It was especially appreciated by family members, who have often visited graves surrounded by knee high weeds in the past.
“It means a lot,” said Betty Steward, who was among the volunteers with relatives buried at the site. “When the cemetery is nice and clean and everything is up to par, you feel better when you come and visit your loved one. I really appreciate the help from everyone that’s here.”
I visited the grounds during the cleanup and spoke with Lenora Harris, who showed me the grave of her nephew Damonte’. He died Nov. 21, 2018, when the Waste Pro recycling truck in which he was riding overturned.
Some of the graves next to Damonte’s were sunken in, and many were unmarked. Some were in rows, but some appear haphazardly arranged.
“Would you want to be laid to rest out here?” Harris asked me.
Damonte’ was buried at this cemetery because of family connections: His brother is buried next to him, and their great-great grandfather is buried close by.
Harris lives 90 minutes away, but she took it upon herself to keep the area maintained and has organized volunteers every other month ever since November 2018. But the most they’ve had in the past were about 60 volunteers, and they didn’t have the proper tools, so the cemetery still never reached her standards, she said.
Meanwhile, Chad Sanders, who owns Perfectionists Lawn by Chad and is also a leader in the Palm Coast Ward of The Church of Jesus Christ of Latter-day Saints, was told by a customer about the condition of the grounds. He asked another Palm Coast couple, Brian and Darlene Barrington, to organize a cleanup.
Harris was surprised to get a phone call from Darlene Barrington, a woman she didn’t know.
“‘Lenora, do you mind if I take over?’” Harris recalled Barrington saying. “I said, ‘Sure.’ She said, ‘Am I being too bossy?’ I said, ‘You can do whatever you want.’”
The Barringtons got to work and made arrangements for several businesses to donate services, including landscaper Tala Laupepa, The Climbing Otter, Waste Pro, and United Port-o-Potty. Darlene Barrington said her husband's effort was essential to making the event successful.

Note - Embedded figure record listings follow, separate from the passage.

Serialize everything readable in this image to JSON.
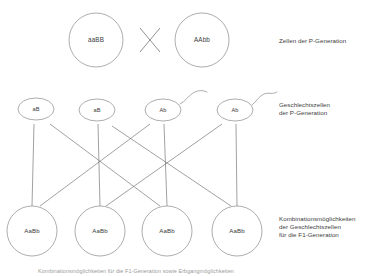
{
  "diagram": {
    "title_caption": "Kombinationsmöglichkeiten für die F1-Generation sowie Erbgangmöglichkeiten",
    "stroke_color": "#8a8a8a",
    "text_color": "#3a3a3a",
    "background": "#ffffff",
    "p_generation": {
      "row_label": "Zellen der P-Generation",
      "cross_symbol": "X",
      "cells": [
        {
          "genotype": "aaBB",
          "cx": 96,
          "cy": 40,
          "r": 27
        },
        {
          "genotype": "AAbb",
          "cx": 202,
          "cy": 40,
          "r": 27
        }
      ]
    },
    "gametes": {
      "row_label_line1": "Geschlechtszellen",
      "row_label_line2": "der P-Generation",
      "cells": [
        {
          "genotype": "aB",
          "cx": 36,
          "cy": 109,
          "rx": 18,
          "ry": 11,
          "tail": false
        },
        {
          "genotype": "aB",
          "cx": 97,
          "cy": 110,
          "rx": 18,
          "ry": 11,
          "tail": false
        },
        {
          "genotype": "Ab",
          "cx": 163,
          "cy": 110,
          "rx": 18,
          "ry": 11,
          "tail": true
        },
        {
          "genotype": "Ab",
          "cx": 235,
          "cy": 110,
          "rx": 18,
          "ry": 11,
          "tail": true
        }
      ]
    },
    "f1_generation": {
      "row_label_line1": "Kombinationsmöglichkeiten",
      "row_label_line2": "der Geschlechtszellen",
      "row_label_line3": "für die F1-Generation",
      "cells": [
        {
          "genotype": "AaBb",
          "cx": 32,
          "cy": 231,
          "r": 25
        },
        {
          "genotype": "AaBb",
          "cx": 100,
          "cy": 231,
          "r": 25
        },
        {
          "genotype": "AaBb",
          "cx": 167,
          "cy": 231,
          "r": 25
        },
        {
          "genotype": "AaBb",
          "cx": 237,
          "cy": 231,
          "r": 25
        }
      ]
    },
    "connections": [
      {
        "from": 0,
        "to": 0,
        "type": "vertical"
      },
      {
        "from": 0,
        "to": 2,
        "type": "diagonal"
      },
      {
        "from": 1,
        "to": 1,
        "type": "vertical"
      },
      {
        "from": 1,
        "to": 3,
        "type": "diagonal"
      },
      {
        "from": 2,
        "to": 2,
        "type": "vertical"
      },
      {
        "from": 2,
        "to": 0,
        "type": "diagonal"
      },
      {
        "from": 3,
        "to": 3,
        "type": "vertical"
      },
      {
        "from": 3,
        "to": 1,
        "type": "diagonal"
      }
    ]
  }
}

"We needed someone to keep everyone on task, and that was Brian," she wrote in an email. "No one could do it better."
Sanders was there on Sept. 21 to volunteer, along with his brother, Faron Sanders, who is the bishop of the Palm Coast Ward.
“It’s just a great opportunity for us to rub shoulders with everybody in the community and come together for a common cause,” Chad Sanders said.
That morning, Darlene Barrington was gathering up caution tape that had been stretched across some palmetto bushes to keep volunteers out of areas that may have snakes. She said the grounds were in rough shape before the cleanup but that much good had been done already.
“If you have something organized, people will come,” she said, adding that Palm Coast Community Church, the African American Cultural Society, and Church on the Rock helped to spread the word.
Harris has found 396 obituaries that mention someone being buried in the Masonic Cemetery, but there is no map. So, if a grave doesn’t have a headstone, no one is certain who is buried there. She has worked to identify some of them, and others remain unidentified; she has marked those with sticks — 96 of them so far.
The people who could solve these mysteries are the families themselves. Harris hopes that more families will get involved with future cleanup efforts as well. Starting in 2020, the cleanups will be on the second Saturday of the odd months: January, March and so on. To get involved, visit the Facebook group “Long Live Damonte Lee Harris.”
“I’m saddened by the lack of [family members],” she said. “They should be out here. If there are 300 and something graves, you need just one person from each one of those graves, and we would have enough.”